Supes approve bill mandating hotel rooms, now

Unanimous vote overrules Mayor Breed's reluctance to put homeless people in safe accommodations.

Sup. Hillary Ronen wants to keep small businesses alive in the crisis.

The Board of Supes directly defied Mayor London Breed today and passed unanimously an emergency bill that mandates the city immediately secure 8,250 hotel rooms for homeless people.

The move comes a month after some of the board members first began asking the mayor, privately, to move people out of congregate settings like shelters.

Sup. Hillary Ronen said she thinks the mayor is wrong about homeless people.

The Mayor’s Office has repeatedly said that hotels rooms aren’t necessary for all of the homeless people, and in her press conference several days ago chided the supervisors for pushing this issue.

Sup. Hillary Ronen said she and her colleagues had tried for a month to work with the mayor and not turn this into a political issue.

“We worked nonstop behind the scenes,” Ronen said.
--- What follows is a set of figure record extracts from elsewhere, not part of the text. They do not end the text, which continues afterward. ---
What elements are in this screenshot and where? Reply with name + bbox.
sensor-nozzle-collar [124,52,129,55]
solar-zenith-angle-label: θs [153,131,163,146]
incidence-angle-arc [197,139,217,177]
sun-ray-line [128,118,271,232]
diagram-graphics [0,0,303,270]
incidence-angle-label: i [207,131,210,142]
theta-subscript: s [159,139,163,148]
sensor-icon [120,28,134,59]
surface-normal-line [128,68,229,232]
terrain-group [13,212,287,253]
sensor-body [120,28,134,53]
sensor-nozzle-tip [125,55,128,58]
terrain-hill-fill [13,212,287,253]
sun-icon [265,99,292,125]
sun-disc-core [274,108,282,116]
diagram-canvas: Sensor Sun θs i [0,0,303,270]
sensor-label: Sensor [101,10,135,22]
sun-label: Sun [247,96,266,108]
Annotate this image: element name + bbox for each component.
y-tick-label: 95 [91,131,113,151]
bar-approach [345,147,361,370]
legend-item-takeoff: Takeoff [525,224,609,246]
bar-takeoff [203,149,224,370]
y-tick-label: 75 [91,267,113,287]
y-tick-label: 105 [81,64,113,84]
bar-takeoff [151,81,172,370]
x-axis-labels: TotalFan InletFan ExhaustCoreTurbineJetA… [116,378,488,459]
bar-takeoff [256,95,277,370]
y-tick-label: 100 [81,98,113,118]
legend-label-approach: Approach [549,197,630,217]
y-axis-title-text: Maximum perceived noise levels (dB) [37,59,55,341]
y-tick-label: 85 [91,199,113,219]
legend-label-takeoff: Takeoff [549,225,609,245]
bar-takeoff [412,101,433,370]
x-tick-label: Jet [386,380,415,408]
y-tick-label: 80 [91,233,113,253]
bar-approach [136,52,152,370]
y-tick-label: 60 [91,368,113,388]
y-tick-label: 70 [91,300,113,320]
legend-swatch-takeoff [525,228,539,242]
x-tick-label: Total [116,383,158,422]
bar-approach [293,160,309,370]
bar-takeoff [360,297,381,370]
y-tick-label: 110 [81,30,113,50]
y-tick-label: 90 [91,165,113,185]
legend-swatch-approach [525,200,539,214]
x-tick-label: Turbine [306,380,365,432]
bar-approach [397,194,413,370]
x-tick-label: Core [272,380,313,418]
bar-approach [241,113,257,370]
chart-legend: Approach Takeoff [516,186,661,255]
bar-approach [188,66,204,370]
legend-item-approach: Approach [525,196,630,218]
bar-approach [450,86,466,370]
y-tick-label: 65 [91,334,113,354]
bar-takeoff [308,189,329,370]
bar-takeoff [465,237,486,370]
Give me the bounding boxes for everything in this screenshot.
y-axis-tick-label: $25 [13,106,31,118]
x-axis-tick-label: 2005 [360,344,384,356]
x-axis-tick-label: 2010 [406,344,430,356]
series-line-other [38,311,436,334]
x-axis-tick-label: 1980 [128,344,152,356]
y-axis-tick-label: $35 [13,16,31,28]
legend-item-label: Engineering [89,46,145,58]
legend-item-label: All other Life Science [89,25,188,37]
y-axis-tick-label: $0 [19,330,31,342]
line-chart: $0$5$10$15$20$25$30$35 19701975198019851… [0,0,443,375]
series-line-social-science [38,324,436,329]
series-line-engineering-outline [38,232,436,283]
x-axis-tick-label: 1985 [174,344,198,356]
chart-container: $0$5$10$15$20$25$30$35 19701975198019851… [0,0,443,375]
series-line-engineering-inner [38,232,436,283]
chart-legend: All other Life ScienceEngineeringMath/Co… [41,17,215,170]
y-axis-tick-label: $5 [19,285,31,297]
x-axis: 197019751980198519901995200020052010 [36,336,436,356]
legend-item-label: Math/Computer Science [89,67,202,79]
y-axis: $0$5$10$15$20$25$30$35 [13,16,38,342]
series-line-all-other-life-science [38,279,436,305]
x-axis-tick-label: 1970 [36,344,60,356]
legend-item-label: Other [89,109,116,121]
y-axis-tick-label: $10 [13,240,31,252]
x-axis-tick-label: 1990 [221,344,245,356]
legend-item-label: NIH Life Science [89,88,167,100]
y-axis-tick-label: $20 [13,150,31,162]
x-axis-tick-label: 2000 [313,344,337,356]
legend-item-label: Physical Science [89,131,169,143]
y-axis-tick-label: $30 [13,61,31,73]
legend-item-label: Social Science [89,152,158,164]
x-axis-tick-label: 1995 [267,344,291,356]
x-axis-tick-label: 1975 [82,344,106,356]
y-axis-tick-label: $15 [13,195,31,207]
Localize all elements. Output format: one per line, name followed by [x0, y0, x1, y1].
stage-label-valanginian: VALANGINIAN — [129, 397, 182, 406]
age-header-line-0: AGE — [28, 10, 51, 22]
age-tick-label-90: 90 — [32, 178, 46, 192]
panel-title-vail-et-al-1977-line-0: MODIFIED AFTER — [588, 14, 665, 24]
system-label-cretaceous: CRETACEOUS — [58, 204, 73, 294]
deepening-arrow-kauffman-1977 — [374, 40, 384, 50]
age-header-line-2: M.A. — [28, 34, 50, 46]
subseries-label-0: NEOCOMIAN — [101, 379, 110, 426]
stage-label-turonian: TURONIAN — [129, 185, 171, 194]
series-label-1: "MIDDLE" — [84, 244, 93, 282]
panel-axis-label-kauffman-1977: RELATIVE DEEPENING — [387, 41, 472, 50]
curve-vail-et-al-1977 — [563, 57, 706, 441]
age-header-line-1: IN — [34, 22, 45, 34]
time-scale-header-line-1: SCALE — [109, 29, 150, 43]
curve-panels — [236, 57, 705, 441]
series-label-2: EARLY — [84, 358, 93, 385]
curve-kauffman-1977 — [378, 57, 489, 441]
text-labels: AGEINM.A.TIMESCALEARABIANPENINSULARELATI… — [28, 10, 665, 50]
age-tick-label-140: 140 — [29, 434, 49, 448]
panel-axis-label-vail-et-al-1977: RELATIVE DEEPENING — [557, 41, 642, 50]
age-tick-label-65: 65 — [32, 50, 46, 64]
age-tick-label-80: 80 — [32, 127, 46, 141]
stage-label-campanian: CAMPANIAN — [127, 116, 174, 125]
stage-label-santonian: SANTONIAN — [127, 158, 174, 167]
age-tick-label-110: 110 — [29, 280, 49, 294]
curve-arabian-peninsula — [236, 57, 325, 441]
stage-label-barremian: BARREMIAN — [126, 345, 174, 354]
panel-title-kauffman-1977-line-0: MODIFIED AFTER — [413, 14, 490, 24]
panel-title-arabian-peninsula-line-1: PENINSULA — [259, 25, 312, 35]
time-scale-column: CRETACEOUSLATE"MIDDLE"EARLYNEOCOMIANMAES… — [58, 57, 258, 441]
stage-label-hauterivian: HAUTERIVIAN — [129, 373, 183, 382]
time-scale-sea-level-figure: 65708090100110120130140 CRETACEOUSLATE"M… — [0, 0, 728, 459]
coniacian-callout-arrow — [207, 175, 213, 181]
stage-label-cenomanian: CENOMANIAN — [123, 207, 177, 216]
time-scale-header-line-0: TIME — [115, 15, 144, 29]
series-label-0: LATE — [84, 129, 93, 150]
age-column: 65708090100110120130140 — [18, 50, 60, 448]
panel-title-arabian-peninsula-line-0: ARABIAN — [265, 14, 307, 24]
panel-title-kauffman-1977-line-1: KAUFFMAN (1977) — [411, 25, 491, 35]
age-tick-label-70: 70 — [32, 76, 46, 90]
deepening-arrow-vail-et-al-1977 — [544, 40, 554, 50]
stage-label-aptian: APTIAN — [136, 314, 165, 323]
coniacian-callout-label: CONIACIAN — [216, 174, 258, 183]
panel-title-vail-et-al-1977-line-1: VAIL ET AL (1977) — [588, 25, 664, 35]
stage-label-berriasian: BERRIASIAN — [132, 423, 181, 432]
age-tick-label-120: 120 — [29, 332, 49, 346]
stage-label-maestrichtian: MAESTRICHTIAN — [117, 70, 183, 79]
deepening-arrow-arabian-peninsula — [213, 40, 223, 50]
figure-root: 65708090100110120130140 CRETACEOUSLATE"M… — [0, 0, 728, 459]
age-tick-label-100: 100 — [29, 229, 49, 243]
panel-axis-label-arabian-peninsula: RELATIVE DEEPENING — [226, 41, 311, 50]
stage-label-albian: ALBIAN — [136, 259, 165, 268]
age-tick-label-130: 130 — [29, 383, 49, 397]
But week after week, as if became more clear that the virus was going to spread in the homeless community, the Mayor’s Office continued to put its efforts into building a new, large, congregate center at Moscone Center.

“When I got a call early in the morning to tell me that that someone had tested positive at the Division Circle Shelter, I said that my staff and myself were ready to help move people to hotels. I was told that the city wasn’t going to do that… A few days later, 70 people tested positive at the Multi-Service Center.”

The mayor’s director of the Human Services Agency, Trent Rhorer, said that it’s not “fiscally responsible” to rent large numbers of hotel rooms.

But Ronen said that “we have turned this city upside down in the economy.” Some small businesses may not survive. Unemployment is soaring. But “lives are more important,” she said.

“We have not done that for the unhoused population.”

There are, Ronen estimated, 5,600 people living on the streets who are fully able to care for themselves. “I disagree with the mayor that they don’t need help,” she said.

The measure takes effect immediately, and the mayor can’t veto it.

So now it will be up to the Breed Administration to decide how to move forward and follow the law, in a timely fashion, when it’s clear that the senior people don’t want to do that.

And the lives of thousands are at imminent risk.